MathChat: Benchmarking Mathematical Reasoning and Instruction Following in Multi-Turn Interactions
Zhenwen Liang, Dian Yu, Wenhao Yu, Wenlin Yao, Zhihan Zhang, Xiangliang Zhang, Dong Yu
TL;DR
MathChat exposes a critical gap in current math-focused LLMs: strong single-turn problem solving does not guarantee capability in multi-turn, instruction-following mathematical dialogues. The authors introduce a GSM8K-derived benchmark with four tasks to probe multiturn reasoning and open-ended generation, and propose MathChat_sync, a synthetic dialogue dataset for supervised fine-tuning. Experimental results show existing math-specialized LLMs struggle on MathChat, while SFT with MathChat_sync improves open-ended task performance and can boost, without severely harming, direct problem solving. This work offers a concrete benchmark and a practical SFT approach to advancing interactive, real-world mathematical problem solving in LLMs.
Abstract
Large language models (LLMs) have demonstrated impressive capabilities in mathematical problem solving, particularly in single turn question answering formats. However, real world scenarios often involve mathematical question answering that requires multi turn or interactive information exchanges, and the performance of LLMs on these tasks is still underexplored. This paper introduces MathChat, a comprehensive benchmark specifically designed to evaluate LLMs across a broader spectrum of mathematical tasks. These tasks are structured to assess the models' abilities in multiturn interactions and open ended generation. We evaluate the performance of various SOTA LLMs on the MathChat benchmark, and we observe that while these models excel in single turn question answering, they significantly underperform in more complex scenarios that require sustained reasoning and dialogue understanding. To address the above limitations of existing LLMs when faced with multiturn and open ended tasks, we develop MathChat sync, a synthetic dialogue based math dataset for LLM finetuning, focusing on improving models' interaction and instruction following capabilities in conversations. Experimental results emphasize the need for training LLMs with diverse, conversational instruction tuning datasets like MathChatsync. We believe this work outlines one promising direction for improving the multiturn mathematical reasoning abilities of LLMs, thus pushing forward the development of LLMs that are more adept at interactive mathematical problem solving and real world applications.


- Task instructions
Nothing but a number should be written: the count of lines below that contain "bounding".

[Records from a collection of figures]
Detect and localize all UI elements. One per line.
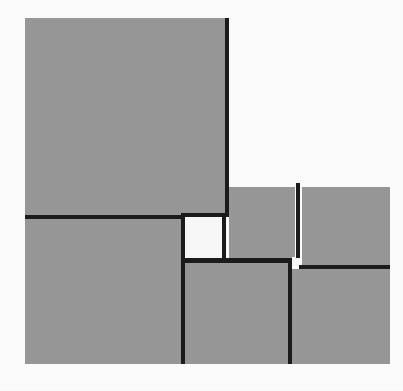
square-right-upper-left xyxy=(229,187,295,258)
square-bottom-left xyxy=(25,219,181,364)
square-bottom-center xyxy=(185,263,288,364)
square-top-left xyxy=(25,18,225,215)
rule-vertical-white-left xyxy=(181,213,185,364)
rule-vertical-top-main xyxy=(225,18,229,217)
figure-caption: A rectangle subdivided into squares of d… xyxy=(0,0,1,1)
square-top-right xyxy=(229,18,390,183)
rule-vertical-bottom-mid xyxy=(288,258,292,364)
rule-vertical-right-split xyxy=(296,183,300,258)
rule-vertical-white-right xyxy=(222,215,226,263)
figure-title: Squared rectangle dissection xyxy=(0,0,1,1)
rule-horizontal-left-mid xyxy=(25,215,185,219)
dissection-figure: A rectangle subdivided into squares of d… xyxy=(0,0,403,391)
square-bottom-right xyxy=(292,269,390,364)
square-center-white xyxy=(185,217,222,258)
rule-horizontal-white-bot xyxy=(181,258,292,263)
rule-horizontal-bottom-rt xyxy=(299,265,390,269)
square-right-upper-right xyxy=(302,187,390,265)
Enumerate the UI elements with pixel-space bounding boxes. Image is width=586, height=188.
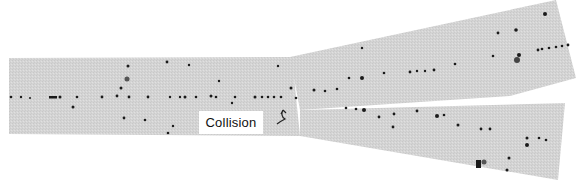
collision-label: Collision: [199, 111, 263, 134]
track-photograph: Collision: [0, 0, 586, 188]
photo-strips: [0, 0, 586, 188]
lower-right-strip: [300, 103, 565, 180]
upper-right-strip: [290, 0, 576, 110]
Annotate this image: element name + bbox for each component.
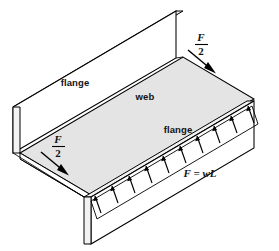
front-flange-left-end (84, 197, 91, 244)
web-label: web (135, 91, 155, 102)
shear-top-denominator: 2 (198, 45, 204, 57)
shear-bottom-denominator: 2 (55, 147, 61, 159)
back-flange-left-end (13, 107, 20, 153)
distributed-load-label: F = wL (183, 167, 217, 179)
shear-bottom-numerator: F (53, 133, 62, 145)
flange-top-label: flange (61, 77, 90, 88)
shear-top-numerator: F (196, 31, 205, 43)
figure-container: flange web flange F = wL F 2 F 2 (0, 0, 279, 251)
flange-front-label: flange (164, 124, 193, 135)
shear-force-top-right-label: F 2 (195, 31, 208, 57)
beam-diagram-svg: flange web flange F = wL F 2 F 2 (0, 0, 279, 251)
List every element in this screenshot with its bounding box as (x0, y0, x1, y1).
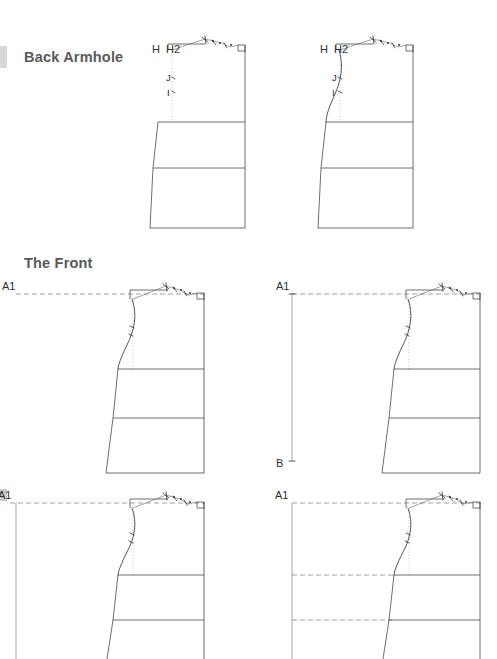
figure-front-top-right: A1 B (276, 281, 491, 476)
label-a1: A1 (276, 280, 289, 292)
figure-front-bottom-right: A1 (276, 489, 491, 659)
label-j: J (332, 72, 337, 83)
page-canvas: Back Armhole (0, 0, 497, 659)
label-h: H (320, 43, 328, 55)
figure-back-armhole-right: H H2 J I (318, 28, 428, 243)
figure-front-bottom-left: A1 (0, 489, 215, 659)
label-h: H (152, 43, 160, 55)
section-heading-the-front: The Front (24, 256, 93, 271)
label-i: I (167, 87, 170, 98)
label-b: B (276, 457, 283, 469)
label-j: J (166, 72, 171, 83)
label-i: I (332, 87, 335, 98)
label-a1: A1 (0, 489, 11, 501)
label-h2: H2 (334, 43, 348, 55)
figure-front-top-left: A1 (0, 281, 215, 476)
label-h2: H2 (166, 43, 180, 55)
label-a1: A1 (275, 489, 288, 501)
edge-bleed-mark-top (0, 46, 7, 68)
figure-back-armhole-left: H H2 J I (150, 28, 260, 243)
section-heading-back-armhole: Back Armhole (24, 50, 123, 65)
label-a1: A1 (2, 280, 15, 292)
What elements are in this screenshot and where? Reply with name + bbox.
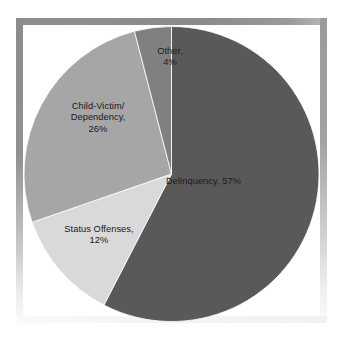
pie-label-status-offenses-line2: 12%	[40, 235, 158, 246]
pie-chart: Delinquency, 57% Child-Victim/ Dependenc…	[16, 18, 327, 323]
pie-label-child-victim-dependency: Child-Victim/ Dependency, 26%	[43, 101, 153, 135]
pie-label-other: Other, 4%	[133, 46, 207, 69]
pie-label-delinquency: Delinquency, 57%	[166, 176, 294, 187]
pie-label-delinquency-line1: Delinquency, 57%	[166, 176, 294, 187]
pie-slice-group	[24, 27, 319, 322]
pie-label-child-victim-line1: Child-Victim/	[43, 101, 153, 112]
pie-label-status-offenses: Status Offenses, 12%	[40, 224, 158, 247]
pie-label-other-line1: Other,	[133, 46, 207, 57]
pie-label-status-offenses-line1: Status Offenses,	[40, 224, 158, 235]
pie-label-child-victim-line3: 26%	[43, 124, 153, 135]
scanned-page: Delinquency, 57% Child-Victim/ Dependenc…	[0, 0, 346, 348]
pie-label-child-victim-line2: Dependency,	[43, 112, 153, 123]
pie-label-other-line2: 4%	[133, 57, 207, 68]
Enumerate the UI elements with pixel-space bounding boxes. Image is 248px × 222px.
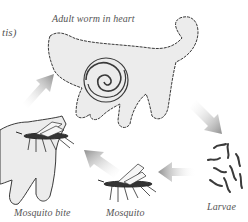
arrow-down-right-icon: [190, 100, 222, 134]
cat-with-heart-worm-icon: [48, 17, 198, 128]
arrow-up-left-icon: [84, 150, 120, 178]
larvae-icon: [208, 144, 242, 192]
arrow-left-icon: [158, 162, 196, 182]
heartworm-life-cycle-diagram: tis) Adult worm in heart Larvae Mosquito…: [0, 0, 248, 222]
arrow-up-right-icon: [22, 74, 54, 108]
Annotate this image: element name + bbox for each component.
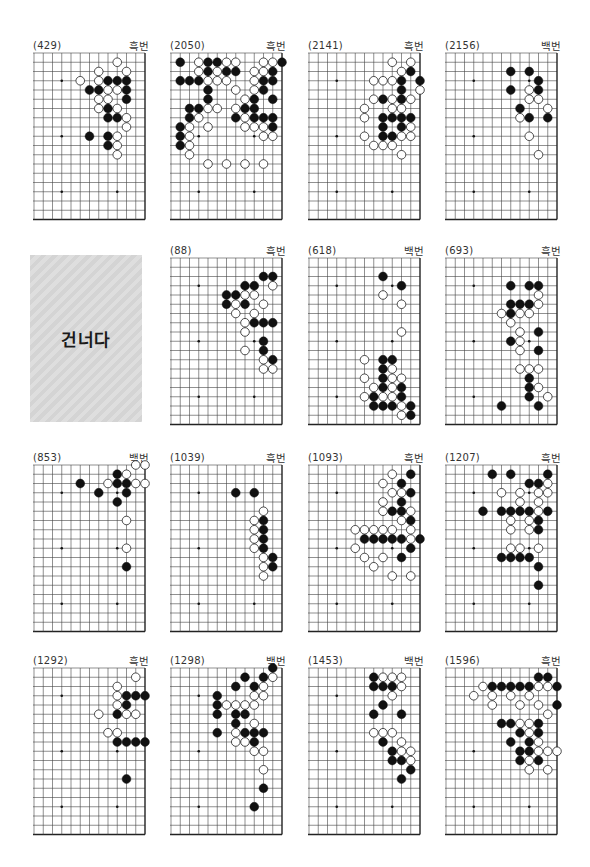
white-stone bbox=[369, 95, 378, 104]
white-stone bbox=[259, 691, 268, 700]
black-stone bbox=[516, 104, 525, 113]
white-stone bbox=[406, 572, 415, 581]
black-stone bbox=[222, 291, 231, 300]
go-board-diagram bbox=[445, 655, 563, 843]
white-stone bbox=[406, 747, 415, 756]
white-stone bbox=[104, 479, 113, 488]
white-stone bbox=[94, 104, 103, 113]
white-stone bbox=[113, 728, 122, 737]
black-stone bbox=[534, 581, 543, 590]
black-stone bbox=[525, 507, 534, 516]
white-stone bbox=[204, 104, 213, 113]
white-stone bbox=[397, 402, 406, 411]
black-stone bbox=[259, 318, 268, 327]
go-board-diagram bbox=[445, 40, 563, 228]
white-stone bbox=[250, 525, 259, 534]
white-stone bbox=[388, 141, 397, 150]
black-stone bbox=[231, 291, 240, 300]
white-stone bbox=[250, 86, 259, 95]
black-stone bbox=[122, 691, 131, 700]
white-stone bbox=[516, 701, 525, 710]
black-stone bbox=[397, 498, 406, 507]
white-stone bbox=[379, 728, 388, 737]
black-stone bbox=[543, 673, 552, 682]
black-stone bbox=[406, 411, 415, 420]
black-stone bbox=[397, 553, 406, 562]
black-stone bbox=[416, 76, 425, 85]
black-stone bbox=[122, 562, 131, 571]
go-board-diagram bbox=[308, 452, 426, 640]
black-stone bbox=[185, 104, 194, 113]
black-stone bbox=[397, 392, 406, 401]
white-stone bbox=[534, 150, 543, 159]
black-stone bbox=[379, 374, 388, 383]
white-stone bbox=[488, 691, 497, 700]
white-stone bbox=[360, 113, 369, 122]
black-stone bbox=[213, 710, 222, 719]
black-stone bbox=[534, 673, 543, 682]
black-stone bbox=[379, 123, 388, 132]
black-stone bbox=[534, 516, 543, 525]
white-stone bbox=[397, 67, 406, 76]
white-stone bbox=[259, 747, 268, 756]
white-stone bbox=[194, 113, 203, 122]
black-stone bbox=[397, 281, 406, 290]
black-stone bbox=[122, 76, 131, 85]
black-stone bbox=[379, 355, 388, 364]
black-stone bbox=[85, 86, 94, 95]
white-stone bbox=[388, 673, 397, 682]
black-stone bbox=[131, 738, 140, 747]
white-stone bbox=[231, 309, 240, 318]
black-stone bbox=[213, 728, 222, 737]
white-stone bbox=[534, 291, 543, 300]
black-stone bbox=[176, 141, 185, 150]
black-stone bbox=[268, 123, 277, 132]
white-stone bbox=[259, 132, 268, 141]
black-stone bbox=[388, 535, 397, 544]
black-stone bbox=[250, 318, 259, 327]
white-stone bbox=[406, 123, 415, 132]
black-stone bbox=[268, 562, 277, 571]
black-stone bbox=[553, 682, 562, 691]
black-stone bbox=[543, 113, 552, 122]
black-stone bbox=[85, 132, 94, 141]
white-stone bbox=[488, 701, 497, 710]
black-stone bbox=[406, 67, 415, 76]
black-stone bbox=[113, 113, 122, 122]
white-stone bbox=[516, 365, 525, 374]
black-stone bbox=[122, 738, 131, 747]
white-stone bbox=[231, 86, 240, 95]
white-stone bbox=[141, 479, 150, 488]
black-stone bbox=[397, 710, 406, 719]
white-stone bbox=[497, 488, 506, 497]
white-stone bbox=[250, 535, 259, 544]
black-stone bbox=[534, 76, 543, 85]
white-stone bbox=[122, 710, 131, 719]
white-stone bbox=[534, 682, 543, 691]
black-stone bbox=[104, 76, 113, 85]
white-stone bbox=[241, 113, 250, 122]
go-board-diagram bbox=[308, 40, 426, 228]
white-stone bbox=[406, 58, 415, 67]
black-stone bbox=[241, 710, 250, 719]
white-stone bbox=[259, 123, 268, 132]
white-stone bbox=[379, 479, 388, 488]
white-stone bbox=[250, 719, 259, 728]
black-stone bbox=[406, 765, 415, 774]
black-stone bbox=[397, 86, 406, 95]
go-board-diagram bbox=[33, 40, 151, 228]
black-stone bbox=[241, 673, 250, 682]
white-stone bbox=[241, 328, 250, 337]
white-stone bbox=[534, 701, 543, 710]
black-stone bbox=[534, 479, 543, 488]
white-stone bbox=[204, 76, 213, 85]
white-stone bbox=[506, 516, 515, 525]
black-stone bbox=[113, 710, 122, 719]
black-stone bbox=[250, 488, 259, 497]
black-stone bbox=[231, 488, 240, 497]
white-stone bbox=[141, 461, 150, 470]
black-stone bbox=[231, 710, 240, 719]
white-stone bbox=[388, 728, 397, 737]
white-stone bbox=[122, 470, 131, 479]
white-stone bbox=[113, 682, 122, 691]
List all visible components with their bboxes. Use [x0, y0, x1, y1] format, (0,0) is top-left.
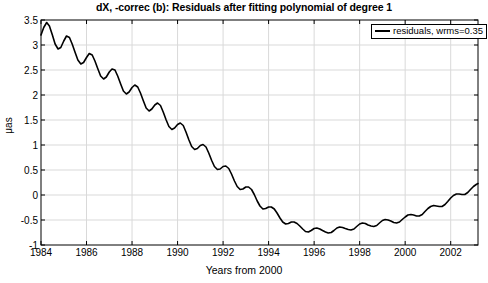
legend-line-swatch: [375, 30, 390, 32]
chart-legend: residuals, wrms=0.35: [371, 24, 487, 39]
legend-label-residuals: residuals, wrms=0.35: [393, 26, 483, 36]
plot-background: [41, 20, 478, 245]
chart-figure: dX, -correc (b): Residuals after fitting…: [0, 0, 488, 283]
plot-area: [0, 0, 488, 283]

- Problem solution
3